Every person and their brother are standing atop their soapboxes and preaching the importance of dealership involvement in social marketing. The reason to be active within these sites is very much the same for being online – to be where your customers are.Since there are many ways to approach this medium in the wrong way, I thought I would share just one small tactic of using it correctly. Here is a quick, best-practices tutorial on how to create and utilize just one form of social networking to better the retention of your dealership’s customers.I believe there are limited ways to be successful when creating your own social site so here are a few simple tasks you must complete when diving into this platform.
1) Understand your primary goals for creating your own site – have an objective.
2)Put someone in charge that wants to be active in following up with customers and is willing to update and manage the network regularly.Consistency is imperative.
3)Create a site on www.ning.com and create a color theme that represents your dealership and brand.
4)Upload pics of staff, logos, and any and all videos and commercials you can gather from your own dealer, the OEM, or third-party sites.
5)Have every sales person and service writer create a profile on the site and share a few family photos.Encourage your staff to show their personalities on the site.
6)Train all sales associates to invite their sold customers to the network as they wait for the business office – and help them sign up.This keeps the customer busy while waiting and gets them as a community member immediately.
a) By signing up, tell the customers they will receive service updates and specials as well as the current financing incentives and new model rollout information.
b) If the customer contacts you through this site for information regarding the purchase of any future vehicle, a social discount will be given above and beyond internet pricing.Let them know of the specific benefits for signing up. It must do something for them.
c) Explain the wide demographic of your customer base and encourage them to promote themselves and their own businesses through your site as well.
7)As the customer is leaving, take their picture in front of their new vehicle (or film a customer testimonial), and immediately upload it to the site.Alert your customers that they will be prominently featured.(This will prompt a customer to go online and actually see themselves as stars.)
8)Continue to maintain the site and add as much sticky content (media, pictures) as possible and alert them of every special event, sale, or community activity you involve yourself with.
This will not change the culture of a dealership. It will not solve all of your problems. To do it right takes significant dedication and creativity when it comes to content deployment. You are creating your own mini ad agency, but reaching your own customers only. However, with this medium, the customers are one step removed from a dealership’s online presence where, opposed to your website (which is to appease everyone), you have the ability to target specific people with targeted messages. It will take time to catch on and will initially drive more service traffic than sales.It is, though, the only way to effectively create and utilize your own social networking site. You’ll only get out of it what you put into it.The best part?All it costs is time and effort. That’s right.Everything I mentioned is free.Since it is a format that your customers are likely used to anyway, showing them that you are a part of the same online community (and leading the way) will only help you endear yourself to your customers. Use this task list only if you are interested in keeping customers the old-fashioned way…by making them feel special and continuing the relationship after the sale.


DIRECTIONS =>
Exactly as they appear, transcribe the entries and skip any pictures.
===== EXCERPTED RECORDS =====
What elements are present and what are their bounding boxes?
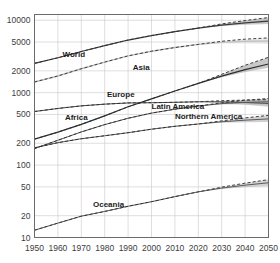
y-tick-label: 10000	[7, 15, 31, 25]
y-tick-label: 1000	[12, 88, 31, 98]
series-label-world: World	[63, 50, 86, 59]
y-tick-label: 50	[21, 182, 31, 192]
x-tick-label: 2010	[165, 243, 184, 253]
x-tick-label: 1980	[95, 243, 114, 253]
x-tick-label: 2050	[259, 243, 278, 253]
chart-canvas: 10205010020050010002000500010000 1950196…	[0, 0, 280, 263]
x-tick-label: 2020	[189, 243, 208, 253]
series-label-oceania: Oceania	[93, 200, 125, 209]
series-label-latin-america: Latin America	[152, 102, 205, 111]
x-tick-label: 1960	[48, 243, 67, 253]
series-label-europe: Europe	[107, 90, 135, 99]
y-tick-label: 5000	[12, 37, 31, 47]
population-log-chart: 10205010020050010002000500010000 1950196…	[0, 0, 280, 263]
x-tick-label: 1970	[72, 243, 91, 253]
x-tick-label: 2000	[142, 243, 161, 253]
y-tick-label: 200	[16, 138, 30, 148]
series-label-asia: Asia	[133, 63, 150, 72]
x-tick-label: 1990	[119, 243, 138, 253]
series-label-africa: Africa	[65, 113, 88, 122]
series-label-northern-america: Northern America	[175, 112, 243, 121]
x-tick-label: 1950	[25, 243, 44, 253]
y-tick-label: 10	[21, 233, 31, 243]
y-tick-label: 100	[16, 160, 30, 170]
x-tick-label: 2030	[212, 243, 231, 253]
y-tick-label: 500	[16, 109, 30, 119]
y-tick-label: 2000	[12, 66, 31, 76]
x-axis-tick-labels: 1950196019701980199020002010202020302040…	[25, 243, 278, 253]
y-tick-label: 20	[21, 211, 31, 221]
x-tick-label: 2040	[236, 243, 255, 253]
=====
TASK SOLUTION =>
What elements are present and what are their bounding boxes?
y-tick-label: 10000	[7, 15, 31, 25]
y-tick-label: 1000	[12, 88, 31, 98]
series-label-world: World	[63, 50, 86, 59]
y-tick-label: 50	[21, 182, 31, 192]
x-tick-label: 2010	[165, 243, 184, 253]
x-tick-label: 1980	[95, 243, 114, 253]
x-tick-label: 2050	[259, 243, 278, 253]
chart-canvas: 10205010020050010002000500010000 1950196…	[0, 0, 280, 263]
x-tick-label: 2020	[189, 243, 208, 253]
series-label-oceania: Oceania	[93, 200, 125, 209]
series-label-latin-america: Latin America	[152, 102, 205, 111]
x-tick-label: 1960	[48, 243, 67, 253]
series-label-europe: Europe	[107, 90, 135, 99]
y-tick-label: 5000	[12, 37, 31, 47]
population-log-chart: 10205010020050010002000500010000 1950196…	[0, 0, 280, 263]
x-tick-label: 1970	[72, 243, 91, 253]
x-tick-label: 2000	[142, 243, 161, 253]
y-tick-label: 200	[16, 138, 30, 148]
series-label-asia: Asia	[133, 63, 150, 72]
x-tick-label: 1990	[119, 243, 138, 253]
series-label-africa: Africa	[65, 113, 88, 122]
series-label-northern-america: Northern America	[175, 112, 243, 121]
x-tick-label: 1950	[25, 243, 44, 253]
y-tick-label: 10	[21, 233, 31, 243]
y-tick-label: 100	[16, 160, 30, 170]
x-tick-label: 2030	[212, 243, 231, 253]
y-tick-label: 500	[16, 109, 30, 119]
y-tick-label: 2000	[12, 66, 31, 76]
x-axis-tick-labels: 1950196019701980199020002010202020302040…	[25, 243, 278, 253]
y-tick-label: 20	[21, 211, 31, 221]
x-tick-label: 2040	[236, 243, 255, 253]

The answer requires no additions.